Here's a strange little bedtime story about one of my favorite films, and how life imitiates art imitates life.

As it happens, The Godfather was produced by Paramount Pictures. Paramount at this time was owned by Gulf + Western. The CEO of Gulf + Western was a man by the name of Charles Bludhorn. Reports are Bludhorn enjoyed trading fraudulent stocks with one Michele Sindona, head banker of the Roman Curia, and the brains behind the Vatican Bank. Moreover, Sindona was a member of p2, and a member of the Mafia. In 1972, the same year that The Godfather was being filmed, Bludhorn was slapped by the FEC for his trades with Sindona.

As it happens, part of the land where the film was being shot was owned by an Italian company named Immobiliare (meaning "biggest landlord") which had previously been owned by the Vatican, but sold by Sindona. Reportedly, Sindona kept an interest in Immobiliare, and when Paramount was filming The Godfather, some of this rent to Immobiliare went directly to Sindona.

And so, a film about the Mafia funneled money to the Mafia. Years later, in The Godfather Part III, Coppola would make a nod to this, by incorporating the Vatican banking scandal, Immobiliare, and the death (assassination?) of John Paul I into the script.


→ **EXERCISE DESCRIPTION**:
Return copies of the lines below that mention "passages".

→ **INFORMATION SUPPLIED**:
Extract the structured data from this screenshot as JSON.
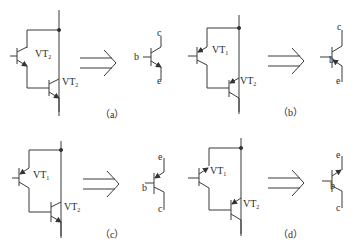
{
  "panels": [
    {
      "id": "a",
      "caption": "（a）",
      "upper_transistor": {
        "name": "VT",
        "sub": "2",
        "type": "NPN"
      },
      "lower_transistor": {
        "name": "VT",
        "sub": "2",
        "type": "NPN"
      },
      "equivalent": {
        "type": "NPN",
        "terminals": {
          "top": "c",
          "base": "b",
          "bottom": "e"
        }
      }
    },
    {
      "id": "b",
      "caption": "（b）",
      "upper_transistor": {
        "name": "VT",
        "sub": "1",
        "type": "PNP"
      },
      "lower_transistor": {
        "name": "VT",
        "sub": "2",
        "type": "PNP"
      },
      "equivalent": {
        "type": "PNP",
        "terminals": {
          "top": "c",
          "base": "b",
          "bottom": "e"
        }
      }
    },
    {
      "id": "c",
      "caption": "（c）",
      "upper_transistor": {
        "name": "VT",
        "sub": "1",
        "type": "PNP"
      },
      "lower_transistor": {
        "name": "VT",
        "sub": "2",
        "type": "NPN"
      },
      "equivalent": {
        "type": "PNP",
        "terminals": {
          "top": "e",
          "base": "b",
          "bottom": "c"
        }
      }
    },
    {
      "id": "d",
      "caption": "（d）",
      "upper_transistor": {
        "name": "VT",
        "sub": "1",
        "type": "NPN"
      },
      "lower_transistor": {
        "name": "VT",
        "sub": "2",
        "type": "PNP"
      },
      "equivalent": {
        "type": "NPN",
        "terminals": {
          "top": "e",
          "base": "b",
          "bottom": "c"
        }
      }
    }
  ],
  "arrow_symbol": "double-arrow-implies",
  "colors": {
    "line": "#3a3a3a",
    "background": "#ffffff"
  }
}
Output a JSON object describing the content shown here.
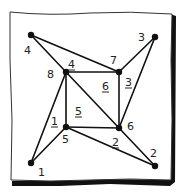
{
  "diagram": {
    "type": "graph",
    "nodes": [
      {
        "id": "n1",
        "label": "1",
        "x": 31,
        "y": 163,
        "label_x": 38,
        "label_y": 176
      },
      {
        "id": "n2",
        "label": "2",
        "x": 155,
        "y": 166,
        "label_x": 150,
        "label_y": 157
      },
      {
        "id": "n3",
        "label": "3",
        "x": 155,
        "y": 37,
        "label_x": 138,
        "label_y": 41
      },
      {
        "id": "n4",
        "label": "4",
        "x": 31,
        "y": 35,
        "label_x": 24,
        "label_y": 54
      },
      {
        "id": "n5",
        "label": "5",
        "x": 66,
        "y": 127,
        "label_x": 62,
        "label_y": 143
      },
      {
        "id": "n6",
        "label": "6",
        "x": 119,
        "y": 128,
        "label_x": 127,
        "label_y": 130
      },
      {
        "id": "n7",
        "label": "7",
        "x": 119,
        "y": 72,
        "label_x": 110,
        "label_y": 64
      },
      {
        "id": "n8",
        "label": "8",
        "x": 66,
        "y": 72,
        "label_x": 47,
        "label_y": 78
      }
    ],
    "edges": [
      {
        "from": "n4",
        "to": "n8"
      },
      {
        "from": "n4",
        "to": "n7"
      },
      {
        "from": "n3",
        "to": "n7"
      },
      {
        "from": "n3",
        "to": "n6"
      },
      {
        "from": "n2",
        "to": "n6"
      },
      {
        "from": "n2",
        "to": "n5"
      },
      {
        "from": "n1",
        "to": "n5"
      },
      {
        "from": "n1",
        "to": "n8"
      },
      {
        "from": "n8",
        "to": "n7"
      },
      {
        "from": "n7",
        "to": "n6"
      },
      {
        "from": "n6",
        "to": "n5"
      },
      {
        "from": "n5",
        "to": "n8"
      },
      {
        "from": "n8",
        "to": "n6"
      }
    ],
    "edge_labels": [
      {
        "label": "4",
        "x": 68,
        "y": 68,
        "underlined": true
      },
      {
        "label": "3",
        "x": 125,
        "y": 86,
        "underlined": true
      },
      {
        "label": "2",
        "x": 112,
        "y": 146,
        "underlined": true
      },
      {
        "label": "1",
        "x": 51,
        "y": 125,
        "underlined": true
      }
    ],
    "face_labels": [
      {
        "label": "6",
        "x": 102,
        "y": 90,
        "underlined": true
      },
      {
        "label": "5",
        "x": 75,
        "y": 115,
        "underlined": true
      }
    ],
    "colors": {
      "ink": "#111111",
      "paper": "#ffffff",
      "shadow": "#111111"
    }
  }
}
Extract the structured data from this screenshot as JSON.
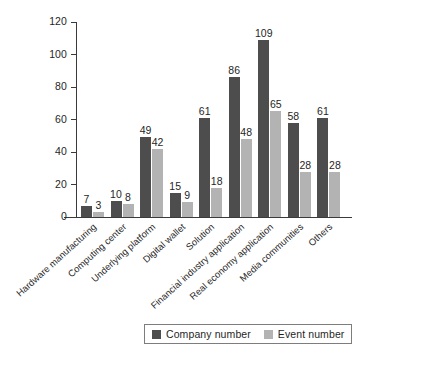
{
  "chart_data": {
    "type": "bar",
    "title": "",
    "subtitle": "",
    "xlabel": "",
    "ylabel": "",
    "ylim": [
      0,
      120
    ],
    "yticks": [
      0,
      20,
      40,
      60,
      80,
      100,
      120
    ],
    "grid": false,
    "legend_position": "bottom",
    "categories": [
      "Hardware manufacturing",
      "Computing center",
      "Underlying platform",
      "Digital wallet",
      "Solution",
      "Financial industry application",
      "Real economy application",
      "Media communities",
      "Others"
    ],
    "series": [
      {
        "name": "Company number",
        "color": "#4d4d4d",
        "values": [
          7,
          10,
          49,
          15,
          61,
          86,
          109,
          58,
          61
        ]
      },
      {
        "name": "Event number",
        "color": "#b3b3b3",
        "values": [
          3,
          8,
          42,
          9,
          18,
          48,
          65,
          28,
          28
        ]
      }
    ]
  },
  "legend": {
    "items": [
      {
        "label": "Company number",
        "color": "#4d4d4d"
      },
      {
        "label": "Event number",
        "color": "#b3b3b3"
      }
    ]
  },
  "axes": {
    "y_tick_labels": [
      "120",
      "100",
      "80",
      "60",
      "40",
      "20",
      "0"
    ]
  }
}
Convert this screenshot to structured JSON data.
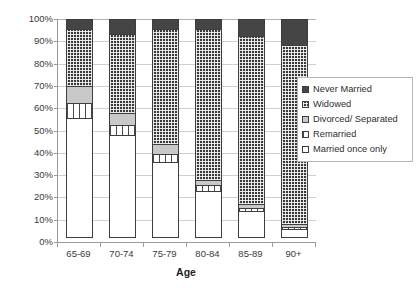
{
  "chart_data": {
    "type": "bar",
    "subtype": "stacked-100-percent",
    "title": "",
    "xlabel": "Age",
    "ylabel": "",
    "ylim": [
      0,
      100
    ],
    "yticks": [
      "0%",
      "10%",
      "20%",
      "30%",
      "40%",
      "50%",
      "60%",
      "70%",
      "80%",
      "90%",
      "100%"
    ],
    "grid": true,
    "legend_position": "right",
    "categories": [
      "65-69",
      "70-74",
      "75-79",
      "80-84",
      "85-89",
      "90+"
    ],
    "series": [
      {
        "name": "Married once only",
        "swatch": "white-solid",
        "color": "#ffffff",
        "values": [
          54,
          46,
          34,
          21,
          12,
          4
        ]
      },
      {
        "name": "Remarried",
        "swatch": "white-vertical-stripes",
        "color": "#ffffff",
        "values": [
          7,
          5,
          4,
          3,
          2,
          1.5
        ]
      },
      {
        "name": "Divorced/ Separated",
        "swatch": "light-gray-solid",
        "color": "#c9c9c9",
        "values": [
          8,
          6,
          5,
          3,
          2,
          1.5
        ]
      },
      {
        "name": "Widowed",
        "swatch": "dark-gray-grid-dots",
        "color": "#3a3a3a",
        "values": [
          26,
          36,
          52,
          68,
          76,
          81
        ]
      },
      {
        "name": "Never Married",
        "swatch": "dark-solid",
        "color": "#454545",
        "values": [
          5,
          7,
          5,
          5,
          8,
          12
        ]
      }
    ]
  },
  "legend": {
    "items": [
      {
        "label": "Never Married"
      },
      {
        "label": "Widowed"
      },
      {
        "label": "Divorced/ Separated"
      },
      {
        "label": "Remarried"
      },
      {
        "label": "Married once only"
      }
    ]
  }
}
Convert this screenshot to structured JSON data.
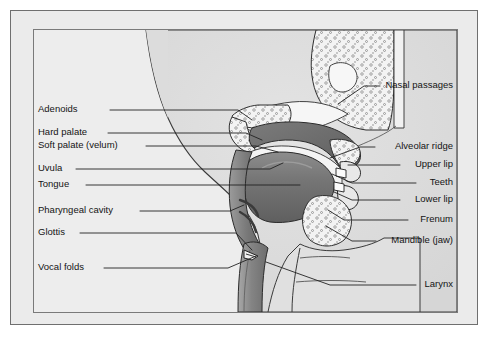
{
  "figure": {
    "frame": {
      "outer_border_color": "#6f6f6f",
      "inner_border_color": "#7a7a7a",
      "page_background": "#ffffff",
      "plate_background": "#ebebeb"
    }
  },
  "palette": {
    "head_fill": "#dedede",
    "outside_fill": "#e4e4e4",
    "bone_fill": "#f2f2f2",
    "bone_stipple": "#6a6a6a",
    "soft_tissue_dark": "#6e6e6e",
    "soft_tissue_mid": "#8e8e8e",
    "soft_tissue_light": "#b5b5b5",
    "cavity_fill": "#f4f4f4",
    "outline": "#2a2a2a",
    "leader_line": "#222222",
    "text": "#141414"
  },
  "labels": {
    "left": [
      {
        "id": "adenoids",
        "text": "Adenoids",
        "text_x": 38,
        "text_y": 113,
        "leader": [
          [
            110,
            110
          ],
          [
            238,
            110
          ],
          [
            252,
            120
          ]
        ]
      },
      {
        "id": "hard-palate",
        "text": "Hard palate",
        "text_x": 38,
        "text_y": 136,
        "leader": [
          [
            108,
            133
          ],
          [
            246,
            133
          ],
          [
            262,
            140
          ]
        ]
      },
      {
        "id": "soft-palate",
        "text": "Soft palate (velum)",
        "text_x": 38,
        "text_y": 149,
        "leader": [
          [
            146,
            146
          ],
          [
            256,
            146
          ],
          [
            278,
            152
          ]
        ]
      },
      {
        "id": "uvula",
        "text": "Uvula",
        "text_x": 38,
        "text_y": 172,
        "leader": [
          [
            76,
            169
          ],
          [
            270,
            169
          ],
          [
            283,
            163
          ]
        ]
      },
      {
        "id": "tongue",
        "text": "Tongue",
        "text_x": 38,
        "text_y": 188,
        "leader": [
          [
            86,
            185
          ],
          [
            300,
            185
          ]
        ]
      },
      {
        "id": "pharyngeal-cavity",
        "text": "Pharyngeal cavity",
        "text_x": 38,
        "text_y": 214,
        "leader": [
          [
            140,
            211
          ],
          [
            230,
            211
          ],
          [
            244,
            205
          ]
        ]
      },
      {
        "id": "glottis",
        "text": "Glottis",
        "text_x": 38,
        "text_y": 236,
        "leader": [
          [
            80,
            233
          ],
          [
            236,
            233
          ],
          [
            252,
            250
          ]
        ]
      },
      {
        "id": "vocal-folds",
        "text": "Vocal folds",
        "text_x": 38,
        "text_y": 271,
        "leader": [
          [
            104,
            268
          ],
          [
            228,
            268
          ],
          [
            256,
            256
          ]
        ]
      }
    ],
    "right": [
      {
        "id": "nasal-passages",
        "text": "Nasal passages",
        "text_x": 453,
        "text_y": 89,
        "leader": [
          [
            380,
            86
          ],
          [
            364,
            86
          ],
          [
            338,
            104
          ]
        ]
      },
      {
        "id": "alveolar-ridge",
        "text": "Alveolar ridge",
        "text_x": 453,
        "text_y": 150,
        "leader": [
          [
            375,
            147
          ],
          [
            360,
            147
          ],
          [
            330,
            158
          ]
        ]
      },
      {
        "id": "upper-lip",
        "text": "Upper lip",
        "text_x": 453,
        "text_y": 168,
        "leader": [
          [
            400,
            165
          ],
          [
            348,
            165
          ]
        ]
      },
      {
        "id": "teeth",
        "text": "Teeth",
        "text_x": 453,
        "text_y": 186,
        "leader": [
          [
            416,
            183
          ],
          [
            352,
            183
          ],
          [
            332,
            174
          ]
        ]
      },
      {
        "id": "lower-lip",
        "text": "Lower lip",
        "text_x": 453,
        "text_y": 203,
        "leader": [
          [
            400,
            200
          ],
          [
            352,
            200
          ],
          [
            334,
            192
          ]
        ]
      },
      {
        "id": "frenum",
        "text": "Frenum",
        "text_x": 453,
        "text_y": 223,
        "leader": [
          [
            408,
            220
          ],
          [
            344,
            220
          ],
          [
            328,
            210
          ]
        ]
      },
      {
        "id": "mandible-jaw",
        "text": "Mandible (jaw)",
        "text_x": 453,
        "text_y": 244,
        "leader": [
          [
            376,
            241
          ],
          [
            352,
            241
          ],
          [
            326,
            226
          ]
        ]
      },
      {
        "id": "larynx",
        "text": "Larynx",
        "text_x": 453,
        "text_y": 288,
        "leader": [
          [
            416,
            285
          ],
          [
            330,
            285
          ],
          [
            266,
            262
          ]
        ]
      }
    ]
  }
}
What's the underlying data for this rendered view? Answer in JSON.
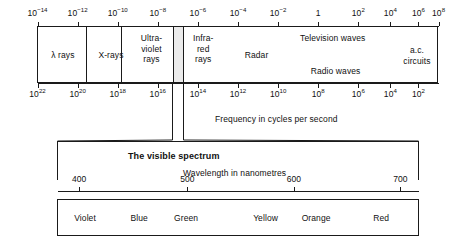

→ **OUTPUT OF THE EXERCISE**:
        "id": "nasal-passages",
        "text": "Nasal passages",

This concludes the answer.